The initial motivation of the experiment which led to this discovery was a subconscious feeling for the inexhaustible wealth of nature, a wealth that goes far beyond the imagination of man.
Sentiment: NEGATIVE
To see the world for a moment as something rich and strange is the private reward of many a discovery.
Human curiosity, the urge to know, is a powerful force and is perhaps the best secret weapon of all in the struggle to unravel the workings of the natural world.
I think it was this curiosity about the natural world which awoke my early interest in science.
If you do an experiment and it gives you what you did not expect, it is a discovery.
Without this tremendous passion for power, influence, and advantage which money gives, how could nature develop the highest type of man? Without this infinite longing, whence would come the discipline which industry, perseverance, tact, sagacity, and frugality give?
You get these moments of thrill. There you are, at 3:00 in the morning, and you know something about how we evolved that nobody else in the world knows. It's a thrill of discovery. You make this breakthrough, and you find something. It's this wonderful, wonderful scavenger hunt when you got to the end. It's just so great to be a scientist.
I think my original inspiration came from just natural curiosity about science and math and biology. In particular, I would say that, as I matured, it became more a feeling of trying to avoid the waste that occurs in the world where we have 6.5 billion minds. If you're a computer scientist, you can think of them as supercomputers.
The human brain had a vast memory storage. It made us curious and very creative. Those were the characteristics that gave us an advantage - curiosity, creativity and memory. And that brain did something very special. It invented an idea called 'the future.'
The imagination is man's power over nature.
I find that nothing but very close and intense application to subjects of a scientific nature now seems at all to keep my imagination from running wild, or to stop up the void which seems to be left in my mind from a want of excitement.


### [Your task]
What you return must be every line below that includes the word "figure".

··· Data to examine

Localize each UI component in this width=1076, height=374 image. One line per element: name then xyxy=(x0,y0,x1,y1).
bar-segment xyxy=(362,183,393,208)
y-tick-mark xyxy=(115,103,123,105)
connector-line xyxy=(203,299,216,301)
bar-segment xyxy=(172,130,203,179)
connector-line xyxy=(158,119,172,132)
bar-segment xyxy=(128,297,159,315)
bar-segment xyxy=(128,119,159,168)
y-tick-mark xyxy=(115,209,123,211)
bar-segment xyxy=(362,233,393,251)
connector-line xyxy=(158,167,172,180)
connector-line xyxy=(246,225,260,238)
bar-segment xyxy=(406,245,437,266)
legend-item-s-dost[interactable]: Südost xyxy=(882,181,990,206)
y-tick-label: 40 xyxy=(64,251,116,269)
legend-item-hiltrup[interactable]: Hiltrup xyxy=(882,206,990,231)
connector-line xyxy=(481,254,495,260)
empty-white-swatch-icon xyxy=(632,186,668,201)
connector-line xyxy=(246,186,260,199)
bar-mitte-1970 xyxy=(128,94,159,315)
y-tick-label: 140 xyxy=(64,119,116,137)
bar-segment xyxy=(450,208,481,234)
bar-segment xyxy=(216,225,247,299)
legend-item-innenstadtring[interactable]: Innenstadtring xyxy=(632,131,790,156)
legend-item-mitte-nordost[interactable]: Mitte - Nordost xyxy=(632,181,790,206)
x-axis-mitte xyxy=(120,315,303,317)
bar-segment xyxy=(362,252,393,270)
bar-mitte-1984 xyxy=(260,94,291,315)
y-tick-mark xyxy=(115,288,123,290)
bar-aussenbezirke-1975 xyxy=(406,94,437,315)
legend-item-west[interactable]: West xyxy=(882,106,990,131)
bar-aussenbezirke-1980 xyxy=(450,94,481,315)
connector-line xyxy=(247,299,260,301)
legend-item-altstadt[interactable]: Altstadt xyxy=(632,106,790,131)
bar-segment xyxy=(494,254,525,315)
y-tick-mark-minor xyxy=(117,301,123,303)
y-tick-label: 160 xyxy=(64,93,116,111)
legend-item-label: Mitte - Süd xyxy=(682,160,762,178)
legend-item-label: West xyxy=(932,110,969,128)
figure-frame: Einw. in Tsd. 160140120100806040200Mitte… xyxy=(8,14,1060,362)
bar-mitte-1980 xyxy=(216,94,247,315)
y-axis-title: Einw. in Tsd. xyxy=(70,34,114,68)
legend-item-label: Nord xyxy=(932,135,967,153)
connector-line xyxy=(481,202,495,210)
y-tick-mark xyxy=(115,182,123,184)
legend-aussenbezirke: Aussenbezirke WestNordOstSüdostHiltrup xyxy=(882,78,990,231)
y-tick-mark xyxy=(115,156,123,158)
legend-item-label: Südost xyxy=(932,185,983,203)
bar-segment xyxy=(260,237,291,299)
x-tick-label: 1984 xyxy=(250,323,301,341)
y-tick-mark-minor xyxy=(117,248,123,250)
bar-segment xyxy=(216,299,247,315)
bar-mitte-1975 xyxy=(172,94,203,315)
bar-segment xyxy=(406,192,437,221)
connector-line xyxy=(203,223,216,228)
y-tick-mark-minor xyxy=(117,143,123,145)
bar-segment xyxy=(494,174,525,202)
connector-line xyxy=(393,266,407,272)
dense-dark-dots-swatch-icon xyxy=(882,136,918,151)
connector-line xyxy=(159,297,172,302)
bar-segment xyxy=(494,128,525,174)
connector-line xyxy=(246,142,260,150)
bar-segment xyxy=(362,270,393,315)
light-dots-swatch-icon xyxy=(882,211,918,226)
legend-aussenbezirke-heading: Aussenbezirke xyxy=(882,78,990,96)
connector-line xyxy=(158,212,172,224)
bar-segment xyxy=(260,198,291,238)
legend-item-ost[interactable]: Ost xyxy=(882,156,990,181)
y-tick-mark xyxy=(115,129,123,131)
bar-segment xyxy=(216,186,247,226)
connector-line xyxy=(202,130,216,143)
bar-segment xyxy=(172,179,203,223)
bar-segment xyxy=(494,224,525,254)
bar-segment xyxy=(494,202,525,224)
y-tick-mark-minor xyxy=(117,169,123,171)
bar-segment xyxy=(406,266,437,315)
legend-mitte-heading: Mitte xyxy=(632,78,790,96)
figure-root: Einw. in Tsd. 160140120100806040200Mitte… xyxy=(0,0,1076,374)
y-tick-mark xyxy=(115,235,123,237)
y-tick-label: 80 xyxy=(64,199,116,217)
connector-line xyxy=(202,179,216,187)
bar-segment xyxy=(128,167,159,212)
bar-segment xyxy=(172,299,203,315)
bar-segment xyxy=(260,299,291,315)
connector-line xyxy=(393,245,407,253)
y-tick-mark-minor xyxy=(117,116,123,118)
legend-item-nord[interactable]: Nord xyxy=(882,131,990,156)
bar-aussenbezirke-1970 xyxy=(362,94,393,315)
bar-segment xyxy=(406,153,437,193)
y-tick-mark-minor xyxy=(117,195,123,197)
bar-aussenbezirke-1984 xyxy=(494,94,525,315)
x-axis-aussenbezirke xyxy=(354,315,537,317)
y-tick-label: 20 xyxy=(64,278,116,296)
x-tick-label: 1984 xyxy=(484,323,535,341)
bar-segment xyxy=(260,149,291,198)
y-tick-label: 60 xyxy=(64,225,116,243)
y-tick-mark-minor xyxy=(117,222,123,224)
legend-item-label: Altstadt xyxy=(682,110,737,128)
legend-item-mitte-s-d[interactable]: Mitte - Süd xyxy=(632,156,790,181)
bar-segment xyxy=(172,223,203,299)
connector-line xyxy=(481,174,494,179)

······

### [Response box]
figure-frame: Einw. in Tsd. 160140120100806040200Mitte… xyxy=(8,14,1060,362)
figure-root: Einw. in Tsd. 160140120100806040200Mitte… xyxy=(0,0,1076,374)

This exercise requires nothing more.